When this impression of Munch’s iconic image was included in the 2014 Princeton University Art Museum’s Edvard Munch: Symbolism in Print, Calvin Brown noted that

"Norwegian artist Edvard Munch (1863–1944), like other Symbolist artists and writers throughout Europe in the 1890s, rejected the Impressionist practice of studying the effects of light on the exterior world and instead looked inward to explore themes of love and jealousy, loneliness and anxiety, sickness and death. Although most recognized for his celebrated paintings—including The Scream (1893)—Munch was among the most innovative printmakers of the modern era. His mastery of a broad variety of print media paralleled his rapid development as a painter in the last decade of the nineteenth century. From his first prints, made in Berlin in 1894, to the lithographs and woodcuts that accompanied his triumphant exhibition of the Frieze of Life painting cycle in 1902, the practices of painting, drawing, and printmaking were intertwined for Munch." 

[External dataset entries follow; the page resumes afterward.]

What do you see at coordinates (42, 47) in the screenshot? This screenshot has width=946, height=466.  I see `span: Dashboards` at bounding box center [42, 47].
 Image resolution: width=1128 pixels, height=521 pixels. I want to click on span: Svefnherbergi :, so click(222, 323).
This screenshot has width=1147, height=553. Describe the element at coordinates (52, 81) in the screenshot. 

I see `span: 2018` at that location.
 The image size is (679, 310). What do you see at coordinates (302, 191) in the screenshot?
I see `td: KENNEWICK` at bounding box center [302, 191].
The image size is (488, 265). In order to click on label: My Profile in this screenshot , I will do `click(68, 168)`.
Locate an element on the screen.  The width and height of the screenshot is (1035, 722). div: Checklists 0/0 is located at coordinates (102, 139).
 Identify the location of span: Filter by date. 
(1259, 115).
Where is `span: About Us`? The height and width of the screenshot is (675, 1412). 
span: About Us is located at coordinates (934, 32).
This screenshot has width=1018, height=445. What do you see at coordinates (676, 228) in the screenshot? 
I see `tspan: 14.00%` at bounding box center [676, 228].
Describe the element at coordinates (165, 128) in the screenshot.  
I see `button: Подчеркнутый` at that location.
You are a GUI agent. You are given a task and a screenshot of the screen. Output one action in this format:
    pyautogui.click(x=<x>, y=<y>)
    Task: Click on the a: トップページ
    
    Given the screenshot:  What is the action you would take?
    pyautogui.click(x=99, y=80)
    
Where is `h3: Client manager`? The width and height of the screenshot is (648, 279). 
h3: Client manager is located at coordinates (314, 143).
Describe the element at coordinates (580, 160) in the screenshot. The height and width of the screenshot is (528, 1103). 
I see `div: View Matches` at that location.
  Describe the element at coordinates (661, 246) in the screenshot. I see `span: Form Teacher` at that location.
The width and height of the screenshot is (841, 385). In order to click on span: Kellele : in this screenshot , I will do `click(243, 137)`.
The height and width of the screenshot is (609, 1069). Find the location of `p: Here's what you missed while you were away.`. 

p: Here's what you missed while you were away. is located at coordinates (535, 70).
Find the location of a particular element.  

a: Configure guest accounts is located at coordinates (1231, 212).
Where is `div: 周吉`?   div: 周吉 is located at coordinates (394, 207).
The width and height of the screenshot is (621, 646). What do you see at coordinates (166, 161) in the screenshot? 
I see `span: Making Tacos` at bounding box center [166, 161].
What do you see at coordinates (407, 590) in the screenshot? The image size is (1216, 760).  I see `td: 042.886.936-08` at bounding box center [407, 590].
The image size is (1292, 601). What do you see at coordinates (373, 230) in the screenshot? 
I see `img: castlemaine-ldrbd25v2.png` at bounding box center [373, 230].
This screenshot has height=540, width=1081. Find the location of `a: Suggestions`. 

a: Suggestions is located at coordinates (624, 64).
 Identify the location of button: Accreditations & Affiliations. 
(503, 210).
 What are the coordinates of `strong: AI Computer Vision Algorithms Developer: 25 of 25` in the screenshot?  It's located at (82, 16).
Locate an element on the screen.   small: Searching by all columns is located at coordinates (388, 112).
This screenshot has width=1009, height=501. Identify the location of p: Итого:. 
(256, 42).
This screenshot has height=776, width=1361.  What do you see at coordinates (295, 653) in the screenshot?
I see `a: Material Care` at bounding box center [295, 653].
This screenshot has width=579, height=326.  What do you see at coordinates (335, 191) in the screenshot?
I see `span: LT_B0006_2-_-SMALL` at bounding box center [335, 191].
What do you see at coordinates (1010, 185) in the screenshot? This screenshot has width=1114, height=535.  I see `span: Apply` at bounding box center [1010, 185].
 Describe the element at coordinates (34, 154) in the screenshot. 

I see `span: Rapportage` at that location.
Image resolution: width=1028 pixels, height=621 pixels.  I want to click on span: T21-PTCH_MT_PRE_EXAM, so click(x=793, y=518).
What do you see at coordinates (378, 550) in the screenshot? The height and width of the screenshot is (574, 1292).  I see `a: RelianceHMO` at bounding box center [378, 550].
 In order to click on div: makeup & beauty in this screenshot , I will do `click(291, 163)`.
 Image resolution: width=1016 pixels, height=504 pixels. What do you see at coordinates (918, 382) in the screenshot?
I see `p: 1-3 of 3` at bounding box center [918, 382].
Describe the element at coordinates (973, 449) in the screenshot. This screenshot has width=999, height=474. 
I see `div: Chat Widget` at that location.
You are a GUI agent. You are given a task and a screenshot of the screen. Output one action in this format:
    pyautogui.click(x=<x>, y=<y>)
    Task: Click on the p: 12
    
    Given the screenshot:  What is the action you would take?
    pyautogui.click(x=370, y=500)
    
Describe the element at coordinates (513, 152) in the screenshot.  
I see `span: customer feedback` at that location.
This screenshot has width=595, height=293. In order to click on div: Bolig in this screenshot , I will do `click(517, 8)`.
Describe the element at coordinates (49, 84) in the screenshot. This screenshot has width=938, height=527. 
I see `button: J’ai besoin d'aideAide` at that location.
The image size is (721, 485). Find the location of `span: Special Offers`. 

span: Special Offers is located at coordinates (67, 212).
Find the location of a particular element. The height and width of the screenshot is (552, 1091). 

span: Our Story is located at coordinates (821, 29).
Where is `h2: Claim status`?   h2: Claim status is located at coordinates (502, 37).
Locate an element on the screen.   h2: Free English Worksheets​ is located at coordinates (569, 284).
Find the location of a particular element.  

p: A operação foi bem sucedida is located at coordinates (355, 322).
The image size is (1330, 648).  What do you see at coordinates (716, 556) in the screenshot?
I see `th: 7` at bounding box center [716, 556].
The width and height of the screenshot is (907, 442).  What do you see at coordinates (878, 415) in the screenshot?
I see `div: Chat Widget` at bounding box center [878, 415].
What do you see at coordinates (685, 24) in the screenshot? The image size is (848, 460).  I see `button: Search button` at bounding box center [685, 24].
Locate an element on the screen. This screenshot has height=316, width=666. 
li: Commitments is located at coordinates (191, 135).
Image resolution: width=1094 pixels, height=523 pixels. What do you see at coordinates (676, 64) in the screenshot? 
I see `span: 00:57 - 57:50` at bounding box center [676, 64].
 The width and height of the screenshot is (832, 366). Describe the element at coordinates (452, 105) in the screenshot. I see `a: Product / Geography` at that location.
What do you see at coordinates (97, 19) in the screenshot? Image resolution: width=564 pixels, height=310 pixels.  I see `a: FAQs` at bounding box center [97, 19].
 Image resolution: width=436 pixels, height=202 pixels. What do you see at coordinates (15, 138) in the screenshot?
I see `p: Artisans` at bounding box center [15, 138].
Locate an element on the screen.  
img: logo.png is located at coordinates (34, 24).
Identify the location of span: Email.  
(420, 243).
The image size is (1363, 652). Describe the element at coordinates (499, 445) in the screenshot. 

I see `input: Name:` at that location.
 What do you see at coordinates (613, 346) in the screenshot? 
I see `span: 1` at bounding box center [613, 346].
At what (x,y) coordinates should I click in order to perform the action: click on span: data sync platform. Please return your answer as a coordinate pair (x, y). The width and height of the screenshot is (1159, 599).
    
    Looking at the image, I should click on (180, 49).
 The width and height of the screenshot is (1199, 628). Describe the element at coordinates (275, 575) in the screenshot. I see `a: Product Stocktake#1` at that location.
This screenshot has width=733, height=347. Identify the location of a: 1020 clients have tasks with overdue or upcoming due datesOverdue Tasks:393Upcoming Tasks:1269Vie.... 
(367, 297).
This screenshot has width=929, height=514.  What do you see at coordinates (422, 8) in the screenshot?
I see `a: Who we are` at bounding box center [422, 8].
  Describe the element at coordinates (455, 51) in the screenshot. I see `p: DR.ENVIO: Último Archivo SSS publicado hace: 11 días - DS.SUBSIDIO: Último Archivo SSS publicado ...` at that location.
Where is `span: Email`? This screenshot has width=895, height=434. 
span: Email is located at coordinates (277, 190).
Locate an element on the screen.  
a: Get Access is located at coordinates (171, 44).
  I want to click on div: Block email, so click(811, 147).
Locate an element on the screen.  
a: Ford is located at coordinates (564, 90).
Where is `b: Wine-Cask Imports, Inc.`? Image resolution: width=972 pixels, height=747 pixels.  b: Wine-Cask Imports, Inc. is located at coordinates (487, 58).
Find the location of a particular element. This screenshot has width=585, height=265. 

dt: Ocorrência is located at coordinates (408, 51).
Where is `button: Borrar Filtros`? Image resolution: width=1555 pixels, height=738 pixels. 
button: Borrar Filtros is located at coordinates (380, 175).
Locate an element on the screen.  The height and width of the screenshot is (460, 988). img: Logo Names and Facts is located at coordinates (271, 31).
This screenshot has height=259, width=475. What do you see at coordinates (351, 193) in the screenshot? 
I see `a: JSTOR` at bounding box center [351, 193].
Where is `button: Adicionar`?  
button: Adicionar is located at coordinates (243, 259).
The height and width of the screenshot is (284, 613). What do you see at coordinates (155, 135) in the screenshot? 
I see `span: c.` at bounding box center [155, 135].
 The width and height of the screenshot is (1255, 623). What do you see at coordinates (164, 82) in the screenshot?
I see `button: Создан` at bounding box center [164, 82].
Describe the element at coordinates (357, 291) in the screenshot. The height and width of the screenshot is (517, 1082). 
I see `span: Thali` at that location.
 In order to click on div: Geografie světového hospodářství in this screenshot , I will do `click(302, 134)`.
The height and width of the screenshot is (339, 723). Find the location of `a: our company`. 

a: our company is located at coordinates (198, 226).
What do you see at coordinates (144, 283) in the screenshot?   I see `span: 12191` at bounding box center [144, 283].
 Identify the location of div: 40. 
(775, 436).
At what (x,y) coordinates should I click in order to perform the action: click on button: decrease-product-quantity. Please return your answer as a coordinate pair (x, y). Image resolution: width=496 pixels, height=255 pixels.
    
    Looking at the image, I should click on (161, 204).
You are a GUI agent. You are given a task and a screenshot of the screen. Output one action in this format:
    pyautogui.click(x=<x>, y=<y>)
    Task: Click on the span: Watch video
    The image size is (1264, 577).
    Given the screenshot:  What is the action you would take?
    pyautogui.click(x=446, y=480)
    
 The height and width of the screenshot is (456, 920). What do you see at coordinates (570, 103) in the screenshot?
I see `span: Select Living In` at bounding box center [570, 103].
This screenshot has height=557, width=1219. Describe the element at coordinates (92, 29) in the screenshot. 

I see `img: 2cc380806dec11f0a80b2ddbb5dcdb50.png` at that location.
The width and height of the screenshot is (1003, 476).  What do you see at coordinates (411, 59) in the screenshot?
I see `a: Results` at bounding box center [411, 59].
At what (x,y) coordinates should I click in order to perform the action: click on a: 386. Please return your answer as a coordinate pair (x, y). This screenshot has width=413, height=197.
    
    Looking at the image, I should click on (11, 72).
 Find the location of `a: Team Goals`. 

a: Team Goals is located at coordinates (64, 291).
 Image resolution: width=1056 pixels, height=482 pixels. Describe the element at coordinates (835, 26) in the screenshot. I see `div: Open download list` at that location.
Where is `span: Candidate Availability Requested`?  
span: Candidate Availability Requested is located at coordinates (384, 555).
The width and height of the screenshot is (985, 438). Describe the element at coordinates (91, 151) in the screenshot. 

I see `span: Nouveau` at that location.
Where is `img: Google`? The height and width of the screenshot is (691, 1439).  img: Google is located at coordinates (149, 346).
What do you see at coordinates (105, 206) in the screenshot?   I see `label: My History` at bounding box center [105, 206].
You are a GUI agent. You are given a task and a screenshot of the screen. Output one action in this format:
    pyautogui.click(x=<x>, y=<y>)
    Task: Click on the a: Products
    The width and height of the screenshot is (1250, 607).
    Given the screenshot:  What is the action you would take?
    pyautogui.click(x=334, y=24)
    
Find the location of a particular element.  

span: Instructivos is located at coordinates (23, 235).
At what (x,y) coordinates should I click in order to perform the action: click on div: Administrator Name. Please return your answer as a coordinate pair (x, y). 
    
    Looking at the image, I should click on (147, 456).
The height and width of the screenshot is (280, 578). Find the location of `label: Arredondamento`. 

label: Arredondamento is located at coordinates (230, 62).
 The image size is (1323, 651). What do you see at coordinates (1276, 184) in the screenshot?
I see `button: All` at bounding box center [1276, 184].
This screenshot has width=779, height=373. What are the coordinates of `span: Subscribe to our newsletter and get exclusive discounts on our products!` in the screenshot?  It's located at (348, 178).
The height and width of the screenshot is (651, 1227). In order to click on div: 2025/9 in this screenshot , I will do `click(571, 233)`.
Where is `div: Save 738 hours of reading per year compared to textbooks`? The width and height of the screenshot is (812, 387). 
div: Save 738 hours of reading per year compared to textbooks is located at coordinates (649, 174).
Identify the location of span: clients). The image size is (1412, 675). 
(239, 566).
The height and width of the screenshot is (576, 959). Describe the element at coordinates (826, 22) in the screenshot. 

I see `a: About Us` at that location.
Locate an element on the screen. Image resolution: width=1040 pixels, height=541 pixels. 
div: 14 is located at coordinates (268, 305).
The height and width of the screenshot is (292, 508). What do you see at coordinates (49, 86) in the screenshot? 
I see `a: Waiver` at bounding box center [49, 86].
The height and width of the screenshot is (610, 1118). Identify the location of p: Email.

Nowhere does the artist’s preoccupation with loneliness, alienation and ultimately, death, present itself better than in the masterful lithograph Angst, executed in 1896.  The subject matter of figures in a funereal procession set against a psychologically turbulent landscape epitomized the artist’s inimitable ability to confront the viewer with an intense human mortality.  As the art critic James Gibbons Huneker (contemporary to the artist and also a collector of his prints) noted “his death room scenes are unapproachable in seizing the fleeting atmosphere of the last hour; the fear of death, the very fear of fear.” First explored as a drawing in 1889 and a painting in 1895, Angst is considered a synthesis of Munch’s most famous work, The Scream, of 1894. Notably, in executing the lithograph in 1896, the artist dropped the horizon to its lowest point, thus drawing the viewer into the foreground to an even greater extent and intensifying our interaction with the wide eyes of the figures in the forefront.  And by coloring the sky a contrasting blood red, he further intensifies the foreboding fear which permeates this image.

Stylistically, the sinuous lines of the red sky and the shorter but equally sinuous lines of the landscape and hair allude to the emphasis on the curves and natural elements of Art Nouveau, while rejecting Impressionism, instead aiming at a flatter, more Symbolic approach to the two-dimensional image.  Indeed the inclusion of this striking lithograph in the publisher Ambroise Vollard’s L’Album des Peintres-Gravures announced the artist’s presence in the international art world and his importance as a master printmaker.